Chinese academics urge end to one-child policy

The policy came under renewed scrutiny last month after 22-year-old Feng Jianmei was forced to abort a seven-month foetus by local officials who claimed she had violated family-planning rules.

China’s family planning commission subsequently warned that “cruel” implementation of the policy would damage “the image of the [Communist] party and the nation.”

Recent years have seen growing public discussion of the issue, once a taboo.

In an editorial last month the People’s Daily newspaper said that a growing gender-imbalance, another consequence of the policy, was starting to threaten “social harmony and stability” with millions of men unable to find wives.

“Its far-reaching harm will be as much as the population expansion in the middle of the 20th century,” said the newspaper, often described as a mouthpiece for the views of China’s Communist Party.

Liang Zhongtang, a demographer from the Shanghai Academy of Social Sciences, said the academics’ calls “showed more and more people have realised the need to change the one-child policy” and signalled a gradual shift away from the rule.

But Mr Liang said a sudden policy U-turn was unthinkable, particularly ahead of the once-in-a-decade leadership transition this autumn.

“I figure that in five to ten years time there will be a major change in the one-child policy [but] for now, I don’t see it coming – even as a pilot project.”

Mr Liang said he believed that growing discontent over issues such as forced abortion was a more urgent problem for Chinese authorities than the country’s ageing population.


◆ **WHAT THE TASK ASKS**: Transcribe, word for word, the line containing "Locate an element on the screen. The" and each line following it through the end of the listing below. Omit all other lines.

▼

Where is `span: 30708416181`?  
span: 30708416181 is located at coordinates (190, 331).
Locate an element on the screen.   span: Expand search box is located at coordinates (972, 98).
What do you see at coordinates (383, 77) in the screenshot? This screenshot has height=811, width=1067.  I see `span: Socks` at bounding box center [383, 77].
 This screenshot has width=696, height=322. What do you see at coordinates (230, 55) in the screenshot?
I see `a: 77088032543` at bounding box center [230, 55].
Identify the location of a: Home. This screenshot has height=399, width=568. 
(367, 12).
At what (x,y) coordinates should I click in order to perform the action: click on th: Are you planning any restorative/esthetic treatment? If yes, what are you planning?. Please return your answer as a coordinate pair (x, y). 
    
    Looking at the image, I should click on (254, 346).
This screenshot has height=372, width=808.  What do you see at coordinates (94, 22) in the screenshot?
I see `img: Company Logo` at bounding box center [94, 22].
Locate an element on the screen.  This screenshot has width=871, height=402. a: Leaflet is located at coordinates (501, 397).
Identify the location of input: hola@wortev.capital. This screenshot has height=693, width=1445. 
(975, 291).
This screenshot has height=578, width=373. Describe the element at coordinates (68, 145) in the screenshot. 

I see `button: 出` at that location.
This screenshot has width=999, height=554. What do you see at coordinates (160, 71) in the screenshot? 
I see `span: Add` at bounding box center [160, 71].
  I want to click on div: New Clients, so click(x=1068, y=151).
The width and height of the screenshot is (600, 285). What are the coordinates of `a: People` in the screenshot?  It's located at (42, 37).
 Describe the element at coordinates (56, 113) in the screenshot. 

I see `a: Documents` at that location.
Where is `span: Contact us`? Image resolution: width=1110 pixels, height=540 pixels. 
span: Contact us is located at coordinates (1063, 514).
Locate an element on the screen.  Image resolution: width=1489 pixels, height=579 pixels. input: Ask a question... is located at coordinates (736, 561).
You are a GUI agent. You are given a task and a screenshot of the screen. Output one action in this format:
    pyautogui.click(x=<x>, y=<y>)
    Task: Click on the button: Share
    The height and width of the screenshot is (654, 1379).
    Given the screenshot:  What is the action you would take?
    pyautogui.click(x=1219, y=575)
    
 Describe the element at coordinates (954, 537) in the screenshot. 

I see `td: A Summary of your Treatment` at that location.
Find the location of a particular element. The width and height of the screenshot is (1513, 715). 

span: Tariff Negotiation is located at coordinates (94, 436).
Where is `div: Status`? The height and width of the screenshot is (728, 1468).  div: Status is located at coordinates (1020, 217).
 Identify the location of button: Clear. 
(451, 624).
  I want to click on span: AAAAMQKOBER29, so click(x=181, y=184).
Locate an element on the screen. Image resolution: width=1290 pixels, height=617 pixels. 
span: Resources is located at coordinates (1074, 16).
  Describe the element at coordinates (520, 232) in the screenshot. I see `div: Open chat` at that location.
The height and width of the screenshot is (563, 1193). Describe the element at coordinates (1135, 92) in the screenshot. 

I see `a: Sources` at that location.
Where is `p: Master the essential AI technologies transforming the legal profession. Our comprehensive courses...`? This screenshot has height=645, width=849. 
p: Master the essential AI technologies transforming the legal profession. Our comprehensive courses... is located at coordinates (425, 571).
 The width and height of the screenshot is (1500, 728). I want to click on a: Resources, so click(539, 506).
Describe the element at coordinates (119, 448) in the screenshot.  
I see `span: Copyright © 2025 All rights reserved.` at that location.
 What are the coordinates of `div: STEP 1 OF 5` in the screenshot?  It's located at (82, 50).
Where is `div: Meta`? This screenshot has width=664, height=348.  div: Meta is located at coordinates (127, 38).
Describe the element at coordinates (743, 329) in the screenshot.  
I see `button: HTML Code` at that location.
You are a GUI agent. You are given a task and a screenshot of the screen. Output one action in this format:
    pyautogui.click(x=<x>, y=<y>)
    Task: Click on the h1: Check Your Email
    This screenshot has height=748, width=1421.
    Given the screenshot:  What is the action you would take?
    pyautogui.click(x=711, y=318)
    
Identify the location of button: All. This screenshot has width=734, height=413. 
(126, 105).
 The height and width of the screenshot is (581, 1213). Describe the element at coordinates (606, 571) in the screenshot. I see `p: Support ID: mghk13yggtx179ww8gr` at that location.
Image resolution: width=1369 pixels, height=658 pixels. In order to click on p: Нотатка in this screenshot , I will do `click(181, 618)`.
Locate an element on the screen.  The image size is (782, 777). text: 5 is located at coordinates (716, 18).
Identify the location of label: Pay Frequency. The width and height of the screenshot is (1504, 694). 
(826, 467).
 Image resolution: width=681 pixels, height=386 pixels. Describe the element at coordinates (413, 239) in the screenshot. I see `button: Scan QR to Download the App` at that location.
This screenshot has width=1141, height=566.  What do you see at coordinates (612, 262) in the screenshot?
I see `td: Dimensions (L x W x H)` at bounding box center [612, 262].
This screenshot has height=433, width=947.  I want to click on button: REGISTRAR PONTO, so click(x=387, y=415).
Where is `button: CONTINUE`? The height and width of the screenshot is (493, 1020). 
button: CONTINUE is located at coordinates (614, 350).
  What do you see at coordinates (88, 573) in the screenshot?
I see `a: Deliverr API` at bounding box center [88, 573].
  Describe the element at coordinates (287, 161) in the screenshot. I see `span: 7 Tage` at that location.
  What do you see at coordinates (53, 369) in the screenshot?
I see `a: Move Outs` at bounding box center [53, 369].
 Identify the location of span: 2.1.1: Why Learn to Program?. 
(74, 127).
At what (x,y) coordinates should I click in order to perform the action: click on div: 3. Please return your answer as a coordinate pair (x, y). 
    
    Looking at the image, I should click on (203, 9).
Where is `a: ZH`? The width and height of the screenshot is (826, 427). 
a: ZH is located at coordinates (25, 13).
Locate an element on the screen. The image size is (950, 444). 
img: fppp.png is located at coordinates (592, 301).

▲

◆ **WRITTEN ANSWER**:
Locate an element on the screen. The image size is (950, 444). 
img: fppp.png is located at coordinates (592, 301).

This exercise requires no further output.